Now here's the challenges that I can think of:
The paths within the files may be absolute or relatives ;
The paths within the files may be at the beginning of lines or preceded by a character such as space, colon or semicolon ;
File paths expressed as arguments to commands/scripts must be ignored ;
Paths to directories must be ignored ;
Shell functions or built-in commands must be ignored ;
Some examples (extracted from /etc/init.d/avahi-daemon):
if [ -s /etc/localtime ]; then
cp -fp /etc/localtime /etc/avahi/etc >/dev/null 2>&1
-> Only /bin/cp and /bin/[ must be returned in the snippet above (its the only commands actually executed)
AVAHI_BIN=/usr/sbin/avahi-daemon
$AVAHI_BIN -r
-> /usr/sbin/avahi-daemon must be returned, but only because the variable is called after.
Note that I do not have access to the actual filesystem, I just have a copy of the files to parse.
After writing this up, I realize how complicated it is and unlikely to have a 100% working solution... But if you like programming challenges :)
The good part is I can use any scripting language: bash/sh/grep/sed/awk, php, python, perl, ruby or a combination of these..
I tried to start writing up in PHP but I am struggling to get coherent results.
Thanks!
The language you use to implement this doesn't matter. What matters is that the problem is undecidable, because it is equivalent to the halting problem.
Just as we know that it is impossible to determine if a program will halt, it is impossible to know if a program will call another program. For example, you may think your script will invoke X then Z, but if X never returns, Z will never be invoked. Also, you may not notice that your script invokes Y, because the string Y may be determined dynamically and never actually appear in the program text.
There are other problems which may stymie you along the way, too, such as:
python -c 'import subprocess; subprocess.call("ls")'
Now you need not only a complete parser for Bash, but also for Python. Not to mention solve the halting problem in Python.
In other words, what you want is not possible. To make it feasible you would have to significantly reduce the scope of the problem, e.g. "Find everything starting with /usr/bin or /bin that isn't in a comment". And it's unclear how useful that would be.
I'm trying to create a shell script via cygwin that will automatically build an executable and run it. It's a very simple format of
#!/bin/bash
gcc test.c -o hello
./hello.exe
When I enter the 2nd and 3rd lines separately, everything works normally. However, if I save those 3 lines into a .sh file, the resulting .exe built has some extra character added in that will always throw off the last line.
helloļ.exe
I can't even replicate the file name because no tool, including the character map/MS word/other ASCII tools online will give me any result. Some online tool gave me the ASCII result , but as far as I can tell that doesn't correspond to anything meaningful. How can I avoid this problem in my shell script?

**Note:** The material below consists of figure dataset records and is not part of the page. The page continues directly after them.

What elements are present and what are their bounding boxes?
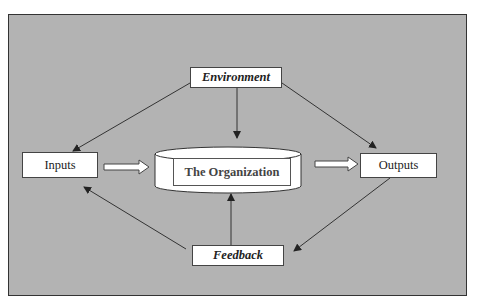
- feedback-box: Feedback: [192, 245, 284, 266]
- arrow-feedback-to-inputs: [84, 187, 186, 249]
- block-arrow-inputs-to-organization: [104, 160, 149, 174]
- block-arrow-organization-to-outputs: [315, 157, 358, 171]
- environment-box: Environment: [190, 67, 282, 88]
- inputs-box: Inputs: [22, 152, 98, 178]
- organization-label: The Organization: [173, 158, 291, 186]
- arrow-outputs-to-feedback: [294, 178, 390, 251]
- arrow-environment-to-outputs: [282, 83, 376, 148]
- arrow-environment-to-inputs: [73, 83, 190, 151]
- outputs-box: Outputs: [360, 153, 437, 178]
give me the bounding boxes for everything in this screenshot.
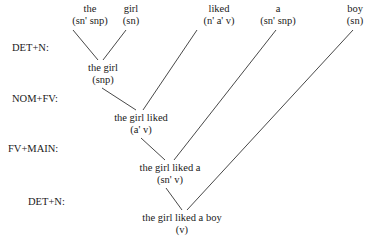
node-phrase: the girl liked: [114, 112, 168, 124]
leaf-word: the: [72, 3, 107, 15]
rule-label-nom-fv: NOM+FV:: [12, 93, 58, 105]
tree-edge: [141, 138, 165, 160]
leaf-boy: boy (sn): [347, 3, 363, 27]
tree-edges: [0, 0, 372, 245]
tree-edge: [102, 88, 136, 110]
rule-label-fv-main: FV+MAIN:: [8, 143, 58, 155]
node-category: (snp): [88, 74, 118, 86]
node-the-girl: the girl (snp): [88, 62, 118, 86]
node-category: (v): [142, 224, 221, 236]
node-category: (sn' v): [140, 174, 201, 186]
leaf-category: (sn' snp): [72, 15, 107, 27]
leaf-category: (n' a' v): [203, 15, 234, 27]
node-phrase: the girl: [88, 62, 118, 74]
rule-label-det-n-2: DET+N:: [28, 196, 65, 208]
leaf-category: (sn): [347, 15, 363, 27]
leaf-word: liked: [203, 3, 234, 15]
leaf-the: the (sn' snp): [72, 3, 107, 27]
derivation-tree-diagram: the (sn' snp) girl (sn) liked (n' a' v) …: [0, 0, 372, 245]
tree-edge: [73, 30, 98, 60]
tree-edge: [174, 30, 276, 160]
tree-edge: [166, 188, 182, 210]
leaf-a: a (sn' snp): [260, 3, 295, 27]
rule-label-det-n: DET+N:: [12, 42, 49, 54]
node-phrase: the girl liked a: [140, 162, 201, 174]
leaf-category: (sn' snp): [260, 15, 295, 27]
leaf-category: (sn): [123, 15, 139, 27]
leaf-word: boy: [347, 3, 363, 15]
node-category: (a' v): [114, 124, 168, 136]
tree-edge: [187, 30, 353, 210]
node-the-girl-liked: the girl liked (a' v): [114, 112, 168, 136]
leaf-girl: girl (sn): [123, 3, 139, 27]
tree-edge: [143, 30, 197, 110]
node-phrase: the girl liked a boy: [142, 212, 221, 224]
leaf-liked: liked (n' a' v): [203, 3, 234, 27]
leaf-word: girl: [123, 3, 139, 15]
node-the-girl-liked-a: the girl liked a (sn' v): [140, 162, 201, 186]
tree-edge: [103, 30, 126, 60]
leaf-word: a: [260, 3, 295, 15]
node-the-girl-liked-a-boy: the girl liked a boy (v): [142, 212, 221, 236]
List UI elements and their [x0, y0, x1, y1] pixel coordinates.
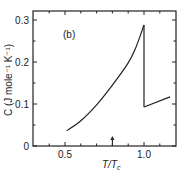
y-tick-label: 0.3	[15, 15, 29, 26]
x-axis-label-main: T/T	[102, 159, 118, 170]
series-line	[144, 97, 170, 107]
data-series	[67, 25, 170, 131]
x-tick-label: 1.0	[137, 149, 151, 160]
y-axis-label: C (J mole⁻¹ K⁻¹)	[3, 44, 14, 116]
series-line	[67, 25, 144, 131]
plot-border	[33, 11, 176, 146]
x-axis-label-sub: c	[117, 164, 121, 171]
arrow-head-icon	[110, 136, 114, 140]
y-tick-label: 0	[23, 141, 29, 152]
y-tick-label: 0.2	[15, 57, 29, 68]
axis-ticks: 00.10.20.30.51.0	[15, 11, 176, 160]
x-axis-label: T/Tc	[102, 159, 121, 171]
panel-label: (b)	[63, 29, 75, 40]
plot-frame	[33, 11, 176, 146]
y-tick-label: 0.1	[15, 99, 29, 110]
specific-heat-chart: 00.10.20.30.51.0 (b) C (J mole⁻¹ K⁻¹) T/…	[0, 0, 185, 174]
x-tick-label: 0.5	[58, 149, 72, 160]
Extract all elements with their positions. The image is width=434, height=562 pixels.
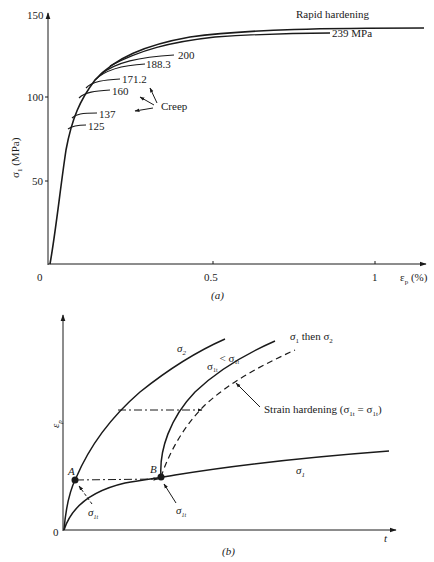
- panel-a: 150 100 50 0 0.5 1 σ1 (MPa) εp (%) Rapid…: [9, 8, 428, 302]
- label-188: 188.3: [146, 58, 171, 70]
- creep-arrow-3: [135, 108, 153, 111]
- caption-a: (a): [211, 289, 224, 302]
- tick-label-0: 0: [37, 271, 43, 283]
- tick-label-05: 0.5: [204, 271, 218, 283]
- tick-label-100: 100: [27, 91, 44, 103]
- label-200: 200: [178, 49, 195, 61]
- curve-sigma1: [64, 451, 389, 530]
- x-axis-label-a: εp (%): [400, 271, 428, 286]
- label-160: 160: [112, 85, 129, 97]
- tick-label-150: 150: [27, 9, 44, 21]
- label-strain-hardening: Strain hardening (σ1t = σ1t): [264, 403, 382, 418]
- x-axis-label-b: t: [384, 532, 388, 544]
- label-sigma1: σ1: [296, 464, 305, 479]
- label-point-B: B: [150, 463, 157, 475]
- creep-arrow-1: [150, 88, 157, 103]
- arrow-strain-hardening: [236, 383, 260, 407]
- arrow-sigma-B: [164, 484, 176, 503]
- label-rapid-hardening: Rapid hardening: [296, 8, 370, 20]
- point-A: [72, 477, 79, 484]
- panel-b: 0 t εp A B σ2 σ1 σ1 then σ2 σ1t< σ1t Str…: [49, 315, 396, 558]
- label-sigma1-then-sigma2: σ1 then σ2: [290, 330, 333, 345]
- label-creep: Creep: [161, 100, 188, 112]
- label-171: 171.2: [122, 73, 147, 85]
- label-125: 125: [88, 120, 105, 132]
- curve-rapid-hardening: [50, 28, 424, 264]
- label-sigma-A: σ1t: [88, 506, 98, 520]
- origin-label-b: 0: [53, 526, 59, 538]
- curve-sigma2: [64, 339, 225, 530]
- y-axis-label-a: σ1 (MPa): [9, 137, 24, 178]
- y-axis-label-b: εp: [49, 420, 64, 428]
- label-point-A: A: [67, 465, 75, 477]
- point-B: [158, 474, 165, 481]
- curve-sigma1-then-sigma2: [161, 341, 275, 477]
- label-sigma2: σ2: [177, 342, 186, 357]
- figure: 150 100 50 0 0.5 1 σ1 (MPa) εp (%) Rapid…: [0, 0, 434, 562]
- creep-arrow-2: [140, 97, 154, 105]
- tick-label-50: 50: [32, 175, 44, 187]
- caption-b: (b): [222, 545, 235, 558]
- label-137: 137: [99, 108, 116, 120]
- tick-label-1: 1: [372, 271, 378, 283]
- label-sigma-B: σ1t: [176, 504, 186, 518]
- arrow-sigma-A: [79, 486, 92, 504]
- label-239: 239 MPa: [332, 27, 372, 39]
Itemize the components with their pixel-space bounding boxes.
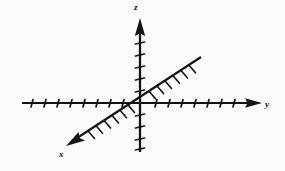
z-axis-group — [135, 18, 145, 152]
x-axis-ticks-negative — [150, 66, 196, 99]
x-axis-group — [66, 57, 201, 146]
y-axis-label: y — [265, 100, 269, 109]
axes-drawing — [0, 0, 285, 171]
y-axis-group — [22, 98, 262, 108]
coordinate-axes-figure: z y x — [0, 0, 285, 171]
x-axis-label: x — [59, 150, 64, 159]
y-axis-arrowhead — [245, 98, 262, 108]
z-axis-arrowhead — [135, 18, 145, 36]
x-axis-ticks-positive — [89, 106, 135, 139]
z-axis-label: z — [134, 3, 138, 12]
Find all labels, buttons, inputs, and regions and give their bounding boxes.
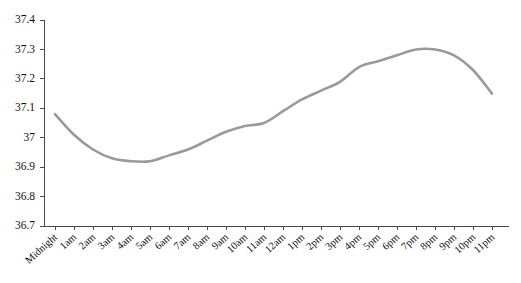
x-tick-label: 7am — [172, 231, 193, 251]
temperature-series-line — [55, 49, 492, 162]
y-tick-label: 37.4 — [15, 13, 35, 25]
x-tick-label: 4pm — [342, 231, 363, 252]
x-tick-label: 8pm — [418, 231, 439, 252]
y-tick-label: 37.1 — [15, 101, 35, 113]
x-tick-label: 5am — [134, 231, 155, 251]
y-tick-label: 36.8 — [15, 190, 35, 202]
y-tick-label: 37 — [24, 131, 36, 143]
y-tick-label: 36.9 — [15, 160, 35, 172]
x-tick-label: 1pm — [285, 231, 306, 252]
x-tick-label: 6pm — [380, 231, 401, 252]
x-tick-label: 10am — [225, 231, 250, 255]
x-tick-label: 11pm — [471, 231, 496, 255]
x-tick-label: 3pm — [323, 231, 344, 252]
x-tick-label: 2am — [77, 231, 98, 251]
x-tick-label: 1am — [58, 231, 79, 251]
x-tick-label: 4am — [115, 231, 136, 251]
x-tick-label: 7pm — [399, 231, 420, 252]
x-tick-label: 8am — [191, 231, 212, 251]
y-tick-label: 37.3 — [15, 43, 35, 55]
x-tick-label: 12am — [263, 231, 288, 255]
x-tick-label: 2pm — [304, 231, 325, 252]
y-tick-label: 36.7 — [15, 219, 35, 231]
x-tick-label: 3am — [96, 231, 117, 251]
y-tick-group: 36.736.836.93737.137.237.337.4 — [15, 13, 44, 231]
x-tick-label: Midnight — [23, 231, 59, 265]
x-tick-label: 6am — [153, 231, 174, 251]
y-axis-group: 36.736.836.93737.137.237.337.4 — [15, 13, 44, 231]
x-axis-group: Midnight1am2am3am4am5am6am7am8am9am10am1… — [23, 226, 509, 266]
x-tick-group: Midnight1am2am3am4am5am6am7am8am9am10am1… — [23, 226, 496, 266]
chart-canvas: 36.736.836.93737.137.237.337.4 Midnight1… — [0, 0, 521, 283]
x-tick-label: 11am — [244, 231, 268, 255]
temperature-line-chart: 36.736.836.93737.137.237.337.4 Midnight1… — [0, 0, 521, 283]
y-tick-label: 37.2 — [15, 72, 35, 84]
x-tick-label: 5pm — [361, 231, 382, 252]
x-tick-label: 10pm — [452, 231, 477, 255]
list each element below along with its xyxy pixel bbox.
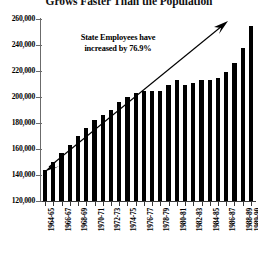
x-axis-tick bbox=[53, 202, 54, 206]
x-axis-label: 1968-69 bbox=[81, 208, 89, 231]
bar bbox=[208, 80, 212, 201]
x-axis-label: 1976-77 bbox=[147, 208, 155, 231]
bar bbox=[183, 85, 187, 201]
bar bbox=[175, 80, 179, 201]
y-axis-tick bbox=[36, 71, 42, 72]
y-axis-label: 240,000 bbox=[0, 41, 35, 49]
x-axis-line bbox=[40, 201, 256, 202]
x-axis-tick bbox=[70, 202, 71, 206]
x-axis-tick bbox=[62, 202, 63, 206]
x-axis-label: 1966-67 bbox=[65, 208, 73, 231]
bar bbox=[142, 91, 146, 202]
x-axis-tick bbox=[234, 202, 235, 206]
x-axis-label: 1984-85 bbox=[213, 208, 221, 231]
y-axis-tick bbox=[36, 19, 42, 20]
x-axis-label: 1989-90 bbox=[254, 208, 258, 231]
bar bbox=[117, 102, 121, 201]
x-axis-label: 1974-75 bbox=[130, 208, 138, 231]
x-axis-tick bbox=[95, 202, 96, 206]
chart-page: Grows Faster Than the Population 260,000… bbox=[0, 0, 258, 257]
y-axis-tick bbox=[36, 97, 42, 98]
x-axis-tick bbox=[78, 202, 79, 206]
x-axis-tick bbox=[127, 202, 128, 206]
x-axis-tick bbox=[86, 202, 87, 206]
bar bbox=[249, 26, 253, 202]
bar bbox=[125, 97, 129, 201]
y-axis-label: 220,000 bbox=[0, 67, 35, 75]
y-axis-label: 140,000 bbox=[0, 171, 35, 179]
x-axis-label: 1970-71 bbox=[98, 208, 106, 231]
bar bbox=[199, 80, 203, 201]
bar bbox=[241, 48, 245, 201]
x-axis-tick bbox=[45, 202, 46, 206]
bar bbox=[158, 91, 162, 202]
y-axis-tick bbox=[36, 149, 42, 150]
bar bbox=[76, 136, 80, 201]
x-axis-tick bbox=[251, 202, 252, 206]
annotation-label: State Employees have increased by 76.9% bbox=[57, 33, 179, 54]
x-axis-label: 1964-65 bbox=[48, 208, 56, 231]
bar bbox=[150, 91, 154, 202]
bar bbox=[166, 85, 170, 201]
x-axis-label: 1972-73 bbox=[114, 208, 122, 231]
bar bbox=[216, 78, 220, 202]
bar bbox=[43, 170, 47, 201]
x-axis-tick bbox=[152, 202, 153, 206]
y-axis-label: 180,000 bbox=[0, 119, 35, 127]
x-axis-tick bbox=[111, 202, 112, 206]
y-axis-label: 260,000 bbox=[0, 15, 35, 23]
annotation-line-2: increased by 76.9% bbox=[84, 44, 151, 53]
bar bbox=[232, 63, 236, 201]
y-axis-tick bbox=[36, 123, 42, 124]
y-axis-tick bbox=[36, 45, 42, 46]
bar bbox=[191, 83, 195, 201]
bar bbox=[68, 145, 72, 201]
x-axis-tick bbox=[202, 202, 203, 206]
x-axis-label: 1978-79 bbox=[163, 208, 171, 231]
y-axis-label: 200,000 bbox=[0, 93, 35, 101]
bar bbox=[109, 110, 113, 201]
bar bbox=[101, 115, 105, 201]
x-axis-tick bbox=[218, 202, 219, 206]
x-axis-label: 1986-87 bbox=[229, 208, 237, 231]
x-axis-tick bbox=[103, 202, 104, 206]
x-axis-label: 1982-83 bbox=[196, 208, 204, 231]
x-axis-tick bbox=[119, 202, 120, 206]
annotation-line-1: State Employees have bbox=[81, 33, 156, 42]
x-axis-tick bbox=[185, 202, 186, 206]
x-axis-label: 1980-81 bbox=[180, 208, 188, 231]
y-axis-label: 160,000 bbox=[0, 145, 35, 153]
bar bbox=[92, 120, 96, 201]
x-axis-tick bbox=[193, 202, 194, 206]
bar bbox=[84, 128, 88, 201]
x-axis-tick bbox=[210, 202, 211, 206]
bar bbox=[224, 72, 228, 201]
y-axis-tick bbox=[36, 201, 42, 202]
x-axis-tick bbox=[169, 202, 170, 206]
x-axis-tick bbox=[177, 202, 178, 206]
x-axis-tick bbox=[144, 202, 145, 206]
x-axis-tick bbox=[160, 202, 161, 206]
y-axis-tick bbox=[36, 175, 42, 176]
y-axis-label: 120,000 bbox=[0, 197, 35, 205]
bar bbox=[134, 93, 138, 201]
x-axis-tick bbox=[243, 202, 244, 206]
bar bbox=[59, 153, 63, 201]
chart-title: Grows Faster Than the Population bbox=[0, 0, 258, 7]
x-axis-tick bbox=[136, 202, 137, 206]
x-axis-tick bbox=[226, 202, 227, 206]
bar bbox=[51, 162, 55, 201]
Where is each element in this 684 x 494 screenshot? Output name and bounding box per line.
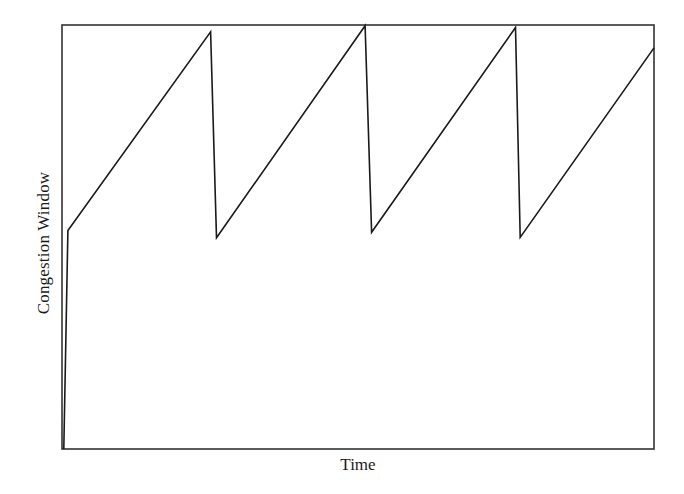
chart-canvas	[0, 0, 684, 494]
congestion-window-line	[64, 26, 654, 449]
y-axis-label: Congestion Window	[34, 172, 54, 315]
x-axis-label: Time	[0, 455, 684, 475]
plot-frame	[62, 25, 654, 449]
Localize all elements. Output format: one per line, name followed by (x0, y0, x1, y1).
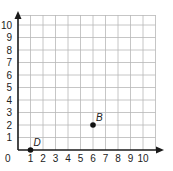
x-tick-labels: 12345678910 (28, 153, 149, 164)
x-tick-label: 9 (128, 153, 134, 164)
y-tick-label: 7 (6, 57, 12, 68)
x-tick-label: 3 (53, 153, 59, 164)
x-tick-label: 6 (90, 153, 96, 164)
data-points: DB (28, 112, 103, 153)
y-tick-label: 4 (6, 95, 12, 106)
y-tick-label: 1 (6, 132, 12, 143)
y-tick-label: 9 (6, 32, 12, 43)
y-tick-label: 6 (6, 70, 12, 81)
y-tick-label: 3 (6, 107, 12, 118)
y-tick-label: 8 (6, 45, 12, 56)
x-tick-label: 7 (103, 153, 109, 164)
x-tick-label: 4 (65, 153, 71, 164)
point-d (28, 147, 34, 153)
x-tick-label: 1 (28, 153, 34, 164)
axes (15, 11, 165, 154)
coordinate-plane: 12345678910 12345678910 0 DB (0, 0, 173, 171)
y-tick-label: 5 (6, 82, 12, 93)
y-axis-arrow-icon (15, 11, 22, 19)
point-label-d: D (34, 137, 41, 148)
grid-lines (18, 15, 156, 150)
point-label-b: B (96, 112, 103, 123)
x-axis-arrow-icon (156, 147, 164, 154)
x-tick-label: 10 (137, 153, 149, 164)
x-tick-label: 2 (40, 153, 46, 164)
point-b (90, 122, 96, 128)
y-tick-label: 10 (1, 20, 13, 31)
y-tick-label: 2 (6, 120, 12, 131)
x-tick-label: 8 (115, 153, 121, 164)
x-tick-label: 5 (78, 153, 84, 164)
origin-label: 0 (5, 153, 11, 164)
y-tick-labels: 12345678910 (1, 20, 13, 144)
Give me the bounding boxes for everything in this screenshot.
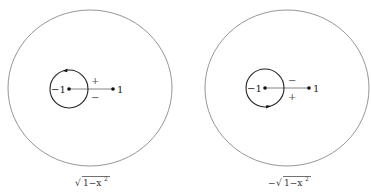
point-minus-one xyxy=(263,86,267,90)
caption-radicand: 1−x xyxy=(284,178,302,188)
diagram-positive-branch: −1 1 + − √ 1−x 2 xyxy=(8,10,172,188)
point-one xyxy=(307,86,311,90)
lower-sign: + xyxy=(288,91,296,102)
label-one: 1 xyxy=(117,84,123,95)
upper-sign: + xyxy=(91,75,99,86)
diagram-negative-branch: −1 1 − + − √ 1−x 2 xyxy=(205,10,369,188)
caption: √ 1−x 2 xyxy=(75,175,110,188)
caption-exponent: 2 xyxy=(104,175,108,182)
point-one xyxy=(111,87,115,91)
lower-sign: − xyxy=(91,92,99,103)
caption-radicand: 1−x xyxy=(83,178,101,188)
point-minus-one xyxy=(67,87,71,91)
label-minus-one: −1 xyxy=(247,83,262,94)
caption-exponent: 2 xyxy=(305,175,309,182)
caption-minus-sign: − xyxy=(268,178,276,188)
label-minus-one: −1 xyxy=(51,84,66,95)
caption: − √ 1−x 2 xyxy=(268,175,311,188)
caption-radical-sign: √ xyxy=(276,178,282,188)
label-one: 1 xyxy=(313,83,319,94)
upper-sign: − xyxy=(288,75,296,86)
outer-circle xyxy=(8,10,172,166)
riemann-sheet-diagrams: −1 1 + − √ 1−x 2 −1 1 − + − √ 1−x 2 xyxy=(0,0,371,193)
caption-radical-sign: √ xyxy=(75,178,81,188)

Very likely you have Windows linefeeds in the .sh file. Make sure you have Unix linefeeds.
I have a bunch of scripts (which can't be modified) written on Windows. Windows allows relative paths in its #! commands. We are trying to run these scripts on Unix but Bash only seems to respect absolute paths in its #! directives. I've looked around but haven't been able to locate an option in Bash or a program designed to replace and interpreter name. Is it possible to override that functionality -- perhaps even by using a different shell?
Typically you can just specify the binary to execute the script, which will cause the #! to be ignored. So, if you have a Python script that looks like:
#!..\bin\python2.6
# code would be here.
On Unix/Linux you can just say:
prompt$ python2.6 <scriptfile>
And it'll execute using the command line binary. I view the hashbang line as one which asks the operating system to use the binary specified on the line, but you can override it by not executing the script as a normal executable.
Worst case you could write some wrapper scripts that would explicitly tell the interpreter to execute the code in the script file for all the platforms that you'd be using.